With the encouragement and continuing gratitude of CIC and SunGard Higher Education, CIC's Senior Counsel Marylouise Fennell and two college presidents, Jacqueline Doud of Mount St. Mary's College (CA) and Scott Miller of Bethany College (WV), have shepherded and edited a fresh set of essays on how technology is being used to help independent institutions operate more effectively, all written by presidents from the perspective of their direct experiences. Several of the essays focus on functional areas of the campus that correspond more or less to units of the typical campus organization-board relations, advancement, and enrollment, for example. Several others focus on subjects that are often sources of major time-consuming problems for presidents-including cost efficiencies, retention, and making the institution more distinctive. And still other essays introduce presidents to aspects of technology that are likely to be of greater importance in the coming years-portals, social networks, cloud computing, collecting and analyzing data, and the emerging role of technology in "institutional productivity."
What drives most of this inquiry is, indeed, a growing concern about the productivity of smaller colleges and universities. With pressure from families and public officials to control prices, most colleges are reexamining their cost structures and looking to utilize technology not only in back-office functions, but also in highly visible aspects of a college's operations that include enrollment, instruction, and assessment of learning outcomes. The rhetoric of international competition and American workforce development has given immediacy to these discussions in recent years.

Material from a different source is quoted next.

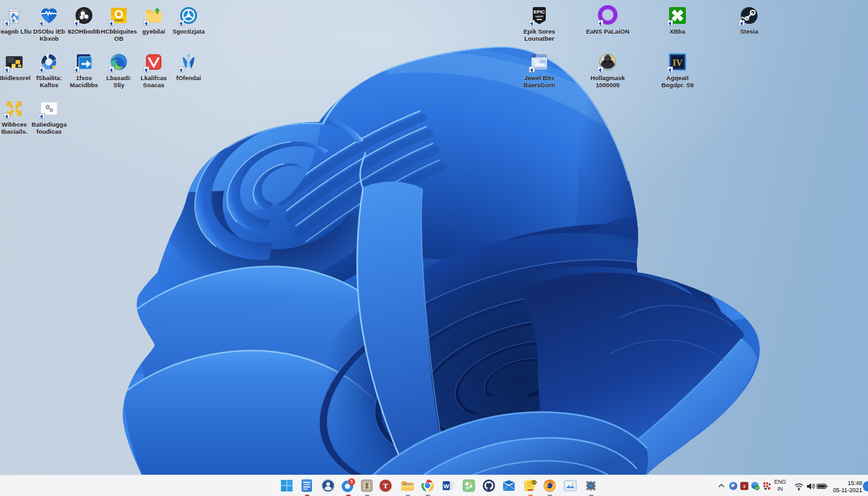 This screenshot has width=868, height=496. What do you see at coordinates (352, 482) in the screenshot?
I see `svg-text: 5` at bounding box center [352, 482].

Technology and academic culture may sometimes collide, especially within the rhetoric of "productivity." In the sense of McLuhan's "medium-is-the-message" insight, however, technology is changing the larger environment in which students learn. The dilemma for smaller independent institutions is that small scale, plentiful student-faculty and student-student live interaction, and substantial co-curricular activity have been the hallmarks of these institutions for many years. There is good evidence that a college education that utilizes these (admittedly, expensive) features is very effective-indeed, often more effective than other formats of education. The challenge today, therefore, is to use more cost-effective means, while preserving what has been so successful in the past by adapting it to the evolving cognitive modalities of this and subsequent generations. Happily-within these essays-there are examples of innovative uses of technology that honor traditional philosophies of education, while also improving efficiency and increasing learning and institutional effectiveness. (An additional "thought piece" is available from SunGard Higher Education for those who want to dig deeper into the broad policy context for today's "learning productivity" challenge in education.1)
CIC and SunGard Higher Education are grateful to presidents Rick Artman of Viterbo University, Esther Barazzone of Chatham University, Christopher Blake of Mount Mercy College, Larry Goodwin of the College of St. Scholastica, Arthur Kirk of Saint Leo University, Ruth Knox of Wesleyan College, Theodore Long of Elizabethtown College, Kevin Manning of Stevenson University, Kevin Ross of Lynn University, and Michael Victor of Lake Erie College for contributing essays to this effort to advance our collective understanding of the role of technology in the independent institution. We encourage you to read their timely and insightful essays, which we believe will stimulate fresh thinking among all college and university presidents about better ways to conduct and assure both the efficiency and the quality of the "business" of learning-even at the most intimate scale of intellectual interaction.
1 Waste Not the Learning Productivity Crisis, William H. Graves, first version posted to the Web in June, 2009.